A steep winding road threads its way through vineyards and roses up to the restaurant and reception area and the views from here over the prosperous valley and hills beyond are as good as any you’ll get in Tuscany. It’s also at the top of the hill where Borry proudly grows two hectares of heritage apples. The rich, red basalt soils and 1000-metre elevation ensure fabulous cool-climate wines and produce. Borry’s green thumb and aesthetic sense have also helped to transform the landscape.
“When I bought the property 40 years ago, it had been used for growing vegetables, which was inappropriate on these slopes, because every time they ploughed the soil, it moved a metre down the hill,” he says. “I spent two years shifting the soil back up and establishing a major dam on the southern slope which holds four to five years’ supply of water.”
He then planted the whole property with red delicious apples, a move he now says was a big mistake. “We were all given bad advice back then,” he says.  “It was about 30 years ago when the supermarkets were moving in and making significant marketing changes. They told us that people would buy only good-looking apples and that the red delicious held their colour well. Greengrocers just disappeared, which meant there was no one encouraging them to try different varieties of fruit.”

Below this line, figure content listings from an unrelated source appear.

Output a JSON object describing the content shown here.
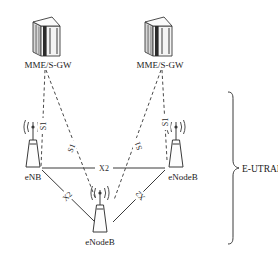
{
  "figure": {
    "background_color": "#ffffff",
    "line_color": "#3a3a3a",
    "text_color": "#1a1a1a"
  },
  "nodes": {
    "core_left": {
      "label": "MME/S-GW",
      "icon": "server-rack-icon",
      "x": 48,
      "y": 32
    },
    "core_right": {
      "label": "MME/S-GW",
      "icon": "server-rack-icon",
      "x": 160,
      "y": 32
    },
    "enb_left": {
      "label": "eNB",
      "icon": "antenna-tower-icon",
      "x": 33,
      "y": 152
    },
    "enb_right": {
      "label": "eNodeB",
      "icon": "antenna-tower-icon",
      "x": 207,
      "y": 152
    },
    "enb_bottom": {
      "label": "eNodeB",
      "icon": "antenna-tower-icon",
      "x": 100,
      "y": 213
    }
  },
  "links": [
    {
      "id": "s1-left-upper",
      "label": "S1",
      "style": "dashed",
      "from": "core_left",
      "to": "enb_left"
    },
    {
      "id": "s1-left-lower",
      "label": "S1",
      "style": "dashed",
      "from": "core_left",
      "to": "enb_bottom"
    },
    {
      "id": "s1-right-upper",
      "label": "S1",
      "style": "dashed",
      "from": "core_right",
      "to": "enb_right"
    },
    {
      "id": "s1-right-lower",
      "label": "S1",
      "style": "dashed",
      "from": "core_right",
      "to": "enb_bottom"
    },
    {
      "id": "x2-horizontal",
      "label": "X2",
      "style": "solid",
      "from": "enb_left",
      "to": "enb_right"
    },
    {
      "id": "x2-left-diagonal",
      "label": "X2",
      "style": "solid",
      "from": "enb_left",
      "to": "enb_bottom"
    },
    {
      "id": "x2-right-diagonal",
      "label": "X2",
      "style": "solid",
      "from": "enb_right",
      "to": "enb_bottom"
    }
  ],
  "group": {
    "label": "E-UTRAN",
    "bracket": "curly-brace-right"
  }
}
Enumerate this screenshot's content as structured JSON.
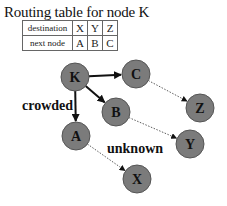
{
  "title": "Routing table for node K",
  "table": {
    "rows": [
      {
        "header": "destination",
        "cells": [
          "X",
          "Y",
          "Z"
        ]
      },
      {
        "header": "next node",
        "cells": [
          "A",
          "B",
          "C"
        ]
      }
    ]
  },
  "colors": {
    "node_fill": "#7b7b7b",
    "node_stroke": "#555555",
    "edge": "#111111",
    "dotted_edge": "#333333"
  },
  "nodes": [
    {
      "id": "K",
      "label": "K",
      "x": 75,
      "y": 77
    },
    {
      "id": "C",
      "label": "C",
      "x": 136,
      "y": 74
    },
    {
      "id": "B",
      "label": "B",
      "x": 116,
      "y": 112
    },
    {
      "id": "A",
      "label": "A",
      "x": 76,
      "y": 136
    },
    {
      "id": "Z",
      "label": "Z",
      "x": 200,
      "y": 108
    },
    {
      "id": "Y",
      "label": "Y",
      "x": 190,
      "y": 144
    },
    {
      "id": "X",
      "label": "X",
      "x": 137,
      "y": 179
    }
  ],
  "edges": [
    {
      "from": "K",
      "to": "C",
      "style": "solid"
    },
    {
      "from": "K",
      "to": "B",
      "style": "solid"
    },
    {
      "from": "K",
      "to": "A",
      "style": "solid"
    },
    {
      "from": "C",
      "to": "Z",
      "style": "dotted"
    },
    {
      "from": "B",
      "to": "Y",
      "style": "dotted"
    },
    {
      "from": "A",
      "to": "X",
      "style": "dotted"
    }
  ],
  "annotations": {
    "crowded": "crowded",
    "unknown": "unknown"
  }
}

At that time Orange was known as the apple city but when the industry sank, many of the orchards were bulldozed and replaced with grapevines and cherries. “Luckily I’d grown up eating old varieties of apples from my father’s orchard and had taken cuttings from them, which I’d grafted onto some of the red delicious trees,” Borry says. “I did it purely for my own pleasure because I remembered the taste of those apples from my childhood.”

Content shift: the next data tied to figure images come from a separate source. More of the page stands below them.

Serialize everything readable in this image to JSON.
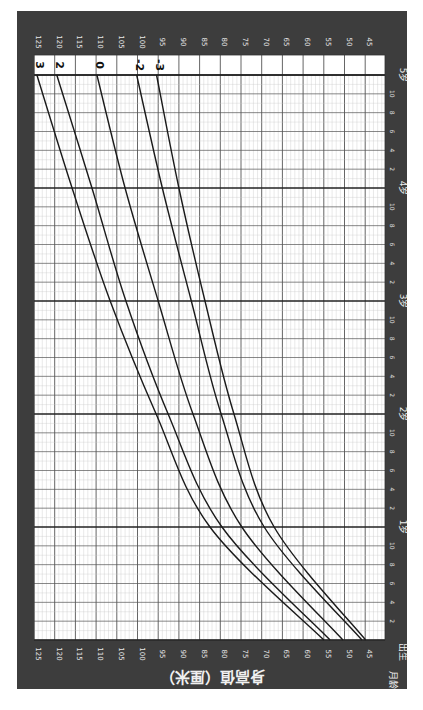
{
  "chart_data": {
    "type": "line",
    "title": "身高值（厘米）",
    "orientation": "rotated 90° clockwise (height axis horizontal, age axis vertical)",
    "xlabel": "月龄",
    "ylabel": "身高值（厘米）",
    "age_axis": {
      "start_label": "出生",
      "year_labels": [
        "1岁",
        "2岁",
        "3岁",
        "4岁",
        "5岁"
      ],
      "month_ticks": [
        "2",
        "4",
        "6",
        "8",
        "10"
      ],
      "range_months": [
        0,
        60
      ]
    },
    "height_axis": {
      "ticks": [
        125,
        120,
        115,
        110,
        105,
        100,
        95,
        90,
        85,
        80,
        75,
        70,
        65,
        60,
        55,
        50,
        45
      ],
      "range_cm": [
        45,
        125
      ]
    },
    "x": [
      0,
      12,
      24,
      36,
      48,
      60
    ],
    "x_unit": "months",
    "series": [
      {
        "name": "3",
        "values": [
          55.0,
          82.5,
          95.5,
          106.6,
          115.8,
          124.3
        ]
      },
      {
        "name": "2",
        "values": [
          53.5,
          79.6,
          92.6,
          102.8,
          111.0,
          119.5
        ]
      },
      {
        "name": "0",
        "values": [
          50.4,
          74.8,
          86.6,
          95.0,
          103.0,
          109.8
        ]
      },
      {
        "name": "-2",
        "values": [
          45.8,
          69.4,
          79.8,
          87.0,
          94.0,
          100.2
        ]
      },
      {
        "name": "-3",
        "values": [
          44.9,
          67.0,
          76.7,
          83.7,
          90.0,
          95.4
        ]
      }
    ],
    "grid": true,
    "legend_position": "curve labels at top end of each line"
  },
  "labels": {
    "title": "身高值（厘米）",
    "month_age": "月龄",
    "birth": "出生"
  },
  "colors": {
    "frame": "#3d3d3d",
    "grid_bg": "#ffffff",
    "minor_grid": "#c8c8c8",
    "major_grid": "#555555",
    "year_line": "#222222",
    "curve": "#1a1a1a"
  }
}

As friends and visitors to Borrodell tasted the grafted fruit, the pleasure spread and Borry began collecting heritage apples more seriously. He now boasts over 170 different varieties, including a good selection of cider apples, and every year acquires a few more.
One of his favourites is the Lady of the Snows, a pure white-fleshed apple with a very short shelf life, best eaten as soon as it’s picked. “Another really good eating apple is the Cox’s Orange Pippin,” Borry says. “It’s not a great looker because it’s orange in colour but the flavour is superb. And I like the Winesap, which tastes like wine and the Rome Beauty, which was once widely grown because it kept well. It’s no longer popular because it’s not a bright red.”
He also grows a number of cooking apples such as the English Bramley, the Scottish Dr Hogg and the massive Peasgood Nonsuch. “It’s a monstrous piece of fruit which grows as big as your head,” he says. “There’s a similar one called ‘Twenty Ounce’ because of its size.”
One of Borry’s missions – apart from making a great pinot noir and growing more truffles – is to educate people about the different tastes and textures of heritage apples.  “The seasonal nature of fruit has been lost and people are only interested in the colour, not the taste or texture,” he says.
At the monthly farmers’ market in Orange, you’ll often find him during apple season encouraging people to taste a slice of this or that apple. “I remember him turning up at our first markets five or six years ago in his old tractor with a trailer full of apples,” says Kim Currie, convenor of the Orange Farmers’ Market and executive officer of Brand Orange. “He’d be wearing his leather apron and turn up at the last minute with a great flourish.”
He’s still flourishing.
If you can’t locate him at the monthly farmers’ market, you’ll always find him out at Borrodell on the Mount where he encourages visitors to take a paper bag and walk around the property tasting and picking apples.